There are other ways of living.
Just a bit of internet research revealed that people can (and some still do) live in many different forms of alternative housing. Shelters range from Tiny (yet still luxurious) Houses to trailers; from underground bunkers to sthipping containers turned house; from house boats to houses made of straw or mud filled plastic bottles and from storage units to cardboard boxes.
What was your worst home?
While this is definitely true, unfortunately there are laws in many American towns and cities where minimum size requirements force this type of “modern” living for “safety” and other bogus values. At one point in time, not even a century ago, the size of homes equaled roughly the size of the garage many people have now.
Many communities I’ve lived in have standards where it is suggested to have a bedroom for each child, where again not all that long ago kids shared bedrooms.
One historical fact which amazes me is that closet space was not common as it is now. Having closets meant you had money for clothing and other “luxuries”. Kitchens are bigger, yet fewer people use them. Indoor plumbing and bathrooms are pretty much a stipulation for building. And one of the biggest oddities of modern living – the requirement for minimum lot sizes of an acre or more, yet it must be “green space” and you can’t have more than a small percentage for gardening. Most people had never, and often still wouldn’t, think of wasting land like that.

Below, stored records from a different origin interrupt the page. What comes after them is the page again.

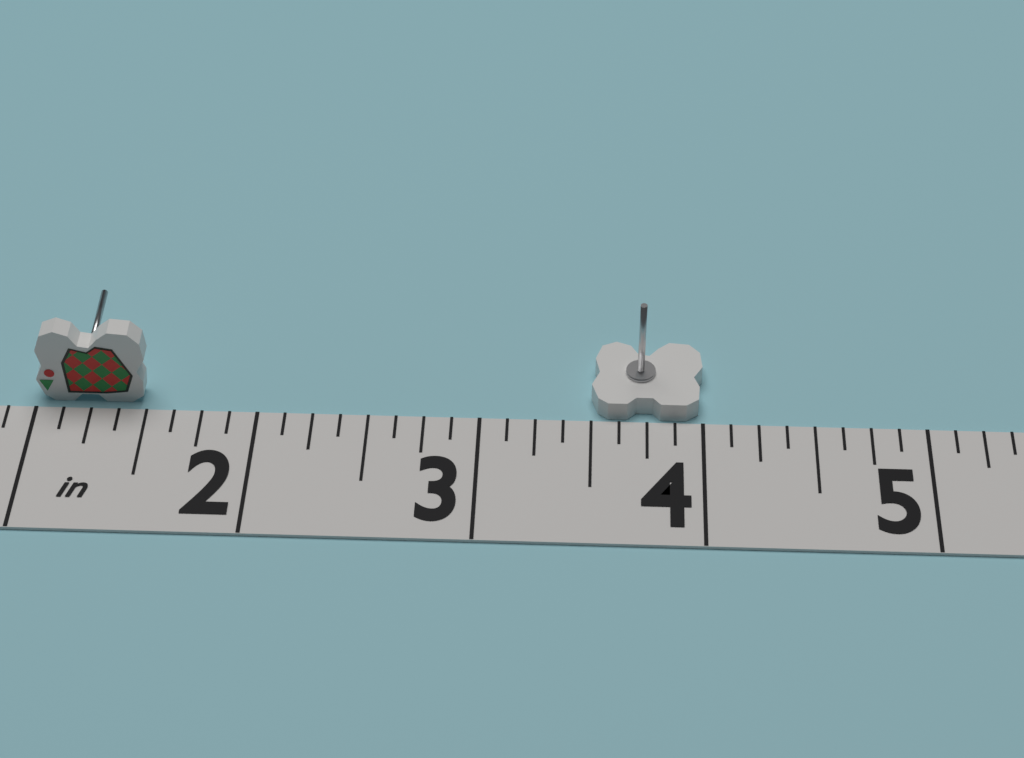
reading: 4.000 in
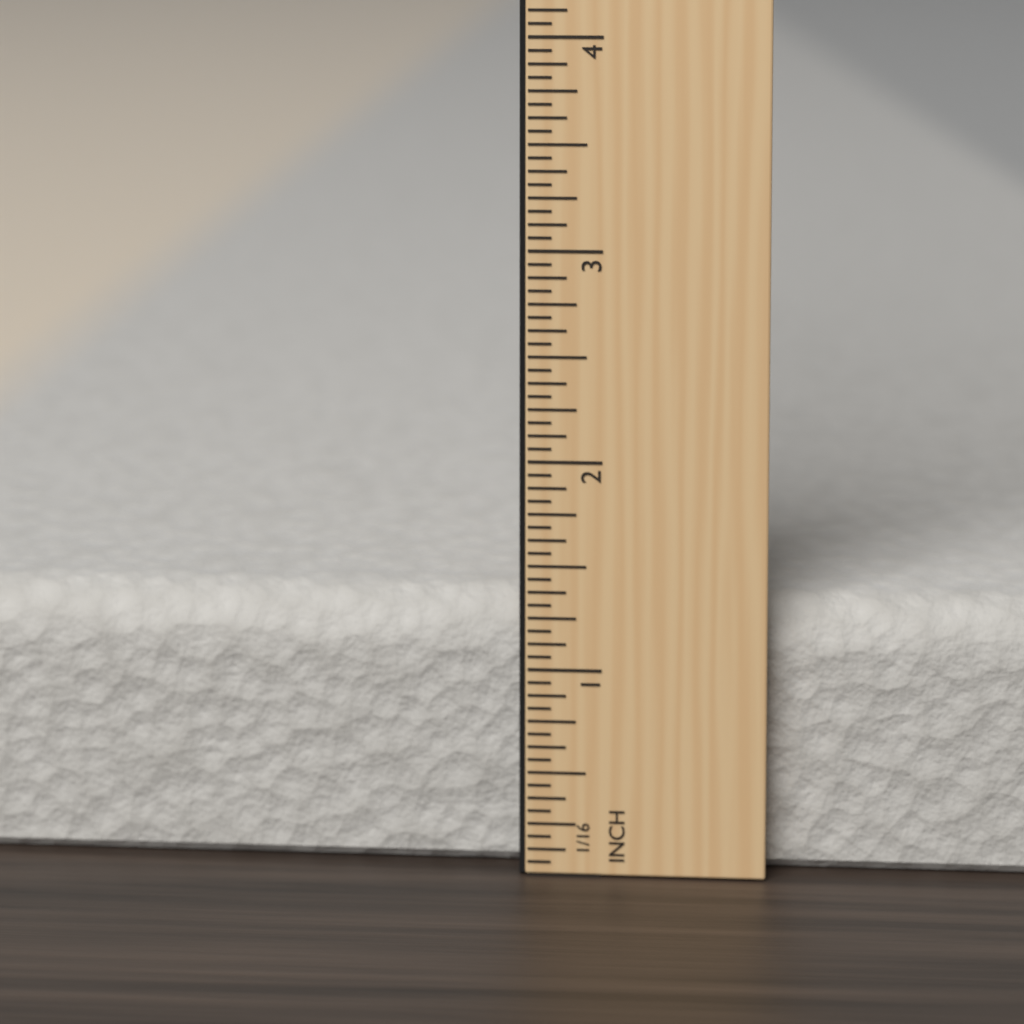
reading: 1.3125 in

This is so true, many prefer to impress with living situations. I believe the smaller the house the more you tend to do stuff outside, and the easier to communicate and spend time with family.
Your sentiments are seconded by me … I think a little gratitude is in order for many people in our society.
It’s crazy looking back at how people used to live, or even cross-culturally now the differences are vast. I’ve been lucky all of my life I have lived in nice houses.